Earl "Sonny" Meyer, a 96-year-old retired farmer from St. Peter, still thinks daily about his time in the infantry during the Korean War: sleepless nights in mountain foxholes, unpredictable and chaotic days as a rifleman and machine-gunner on the front lines, visions of Army buddies dying right next to him.
And when he's not thinking of it, he has a physical reminder: A scar lines his left thigh, and a piece of shrapnel from a mortar remains lodged inside, a source of frequent pain ever since he was injured in 1951.
More than 70 years after his injury, Meyer is suing the U.S. Department of Defense to award him the Purple Heart he believes he deserves and correct what he and his family believe is an injustice.
Though Meyer downplays the importance of receiving the medal — "I know what happened, and I've accepted that," he said — Meyer's three daughters have taken this on as their crusade.
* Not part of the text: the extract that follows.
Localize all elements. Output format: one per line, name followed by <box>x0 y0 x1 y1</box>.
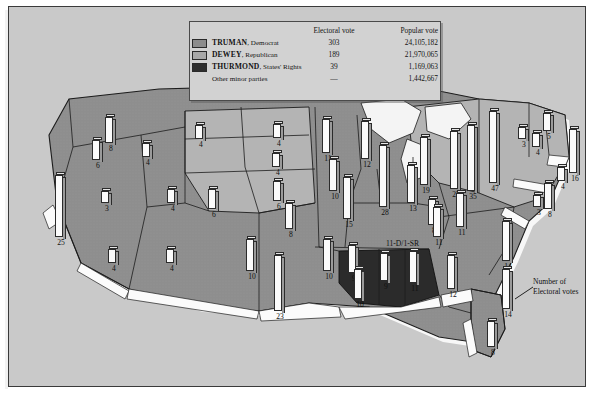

His daughters have spent a decade trying to get the Army to give him the prestigious military honor for being wounded or killed while serving. Again and again, the Army Board for Correction of Military Records has rejected the request, citing the lack of documentation of his injury.
One reason for the lack of evidence: Meyer never visited an aid station after being bandaged in the field, so medical records from the immediate aftermath don't exist. The medic who bandaged him, Meyer believes, did not survive the battle and therefore wouldn't have been able to submit paperwork for a Purple Heart. And records that did exist may have burned in a massive 1973 fire at the National Personnel Records Center in St. Louis, which destroyed about 18 million official military files — including the majority of records for Army personnel discharged between 1912 and 1960.
Meyer's attorney calls it a Catch-22: The Army board says it's unable to award the honor due to a lack of paperwork, but the lack of paperwork is exactly what Meyer cites as the reason he never received a Purple Heart.
The shrapnel lodged in Meyer's thigh stems from a June 1951 battle in the Kumhwa Valley, where his platoon was trapped by enemy forces. Mortars rained down. A piece of shrapnel hit him, soaking his pants in blood. Meyer radioed for air support, and a medic bandaged him in the field, telling Meyer he'd put his name in for a Purple Heart. Later, while on a hospital ship, Meyer learned only four guys from his company — 7th Division, 31st Regiment, 2nd Platoon, K Company — survived the battle.
For decades afterward, Meyer lived with post-traumatic stress disorder, hating fireworks and sometimes having flashbacks. He was also plagued by survivor's guilt. An injured survivor receiving a medal almost seemed an insult to buddies who'd been killed.